Beijing inches closer to becoming world's busiest airport

Chinese capital’s air hub now second only to Atlanta international airport in the United States in terms of passenger numbers

Aviation

Beijing has inched one step closer to taking the crown for the world’s busiest airport.

As the ranks of the Chinese middle class swell and more people take to the skies, passenger traffic at Beijing’s international airport rose to a record of 95.8 million last year.

This increase at the world’s second-busiest air hub – at least the fifth straight year of gains – has allowed Beijing Capital International Airport to narrow the gap with top placed Hartsfield-Jackson Atlanta International Airport, whose passenger numbers fell in 2017.

China is forecast to overtake the US as the world’s biggest air-travel market as soon as 2022. To cope with the surge in fliers, Beijing is building a US$12.9 billion mega airport in a southern suburb that is expected to open next year.
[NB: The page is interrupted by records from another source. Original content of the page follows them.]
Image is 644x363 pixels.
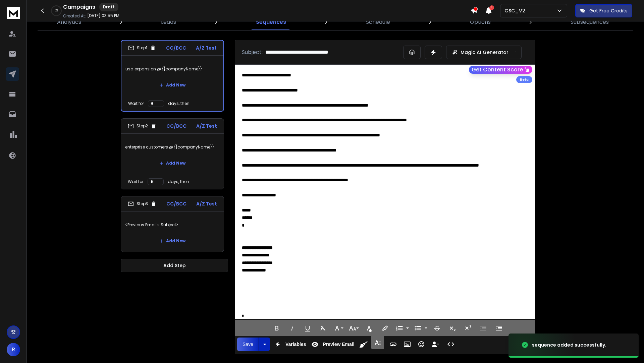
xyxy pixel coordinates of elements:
button: Insert Unsubscribe Link [429,337,442,351]
p: [DATE] 03:55 PM [87,13,119,18]
p: GSC_V2 [505,7,528,14]
button: Add Step [121,259,228,272]
p: <Previous Email's Subject> [125,215,220,234]
div: Draft [99,3,118,12]
button: Add New [154,157,191,170]
p: Leads [161,18,176,26]
button: Add New [154,78,191,92]
li: Step3CC/BCCA/Z Test<Previous Email's Subject>Add New [121,196,224,252]
div: sequence added successfully. [532,341,606,348]
button: Bold (⌘B) [270,321,283,335]
button: Preview Email [309,337,355,351]
h1: Campaigns [63,3,95,11]
p: CC/BCC [166,201,187,207]
p: Subsequences [570,18,609,26]
p: days, then [168,101,189,106]
button: Save [237,337,259,351]
button: Variables [271,337,308,351]
span: Preview Email [321,341,355,347]
img: logo [7,7,20,19]
button: Code View [444,337,457,351]
span: Variables [284,341,308,347]
button: Add New [154,234,191,247]
div: Step 1 [128,45,156,51]
button: Insert Link (⌘K) [387,337,400,351]
p: A/Z Test [196,201,217,207]
p: Subject: [242,48,263,56]
a: Options [466,14,495,30]
li: Step1CC/BCCA/Z Testusa expansion @ {{companyName}}Add NewWait fordays, then [121,40,224,111]
p: Magic AI Generator [461,49,508,56]
li: Step2CC/BCCA/Z Testenterprise customers @ {{companyName}}Add NewWait fordays, then [121,118,224,189]
div: Step 3 [128,201,157,207]
p: Sequences [256,18,286,26]
p: days, then [168,179,189,184]
p: Get Free Credits [589,7,628,14]
p: Wait for [128,179,144,184]
p: A/Z Test [196,123,217,129]
p: 0 % [55,9,58,13]
p: enterprise customers @ {{companyName}} [125,138,220,157]
button: Get Content Score [469,66,532,74]
button: Magic AI Generator [446,46,522,59]
div: Step 2 [128,123,157,129]
button: Increase Indent (⌘]) [493,321,505,335]
div: Beta [516,76,532,83]
a: Analytics [53,14,85,30]
button: R [7,343,20,356]
button: Unordered List [412,321,424,335]
button: Subscript [446,321,459,335]
a: Subsequences [567,14,613,30]
p: Analytics [57,18,81,26]
button: Insert Image (⌘P) [401,337,414,351]
p: Created At: [63,14,86,19]
button: Strikethrough (⌘S) [431,321,443,335]
p: Options [470,18,490,26]
p: usa expansion @ {{companyName}} [126,60,219,78]
button: Underline (⌘U) [301,321,314,335]
span: 1 [489,5,494,10]
button: Unordered List [423,321,428,335]
button: Emoticons [415,337,427,351]
p: CC/BCC [166,45,186,51]
p: Schedule [366,18,390,26]
p: Wait for [128,101,144,106]
button: Superscript [462,321,474,335]
button: Ordered List [393,321,406,335]
button: Ordered List [405,321,410,335]
a: Sequences [252,14,290,30]
p: CC/BCC [166,123,187,129]
a: Leads [157,14,180,30]
button: Get Free Credits [575,4,632,17]
p: A/Z Test [196,45,217,51]
a: Schedule [362,14,394,30]
button: Italic (⌘I) [286,321,299,335]
button: Decrease Indent (⌘[) [477,321,489,335]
It would accommodate as many as 100 million passengers annually, with the existing and new airports likely to share 170 million travellers a year by 2025, according to official estimates.
Construction work at the site of Beijing's new airport in the southern Daxing district of the capital. Photo: Xinhua

The new airport has been designated by the authorities as the hub for members of the SkyTeam alliance, a global group of airlines that includes China Eastern Airlines and China Southern Airlines. The two state-owned Chinese carriers will each be allowed to capture 40 per cent of the airport’s passengers, gaining coveted time slots to Europe and the US in flag carrier Air China’s backyard.

Beijing will also be joining a select list of major cities with two or even three international airports, including London, New York, Tokyo and Paris.

Unlike in Beijing, though, those airports usually take complementary roles, such as one serving international or intercontinental routes and the other focusing on domestic or regional flights.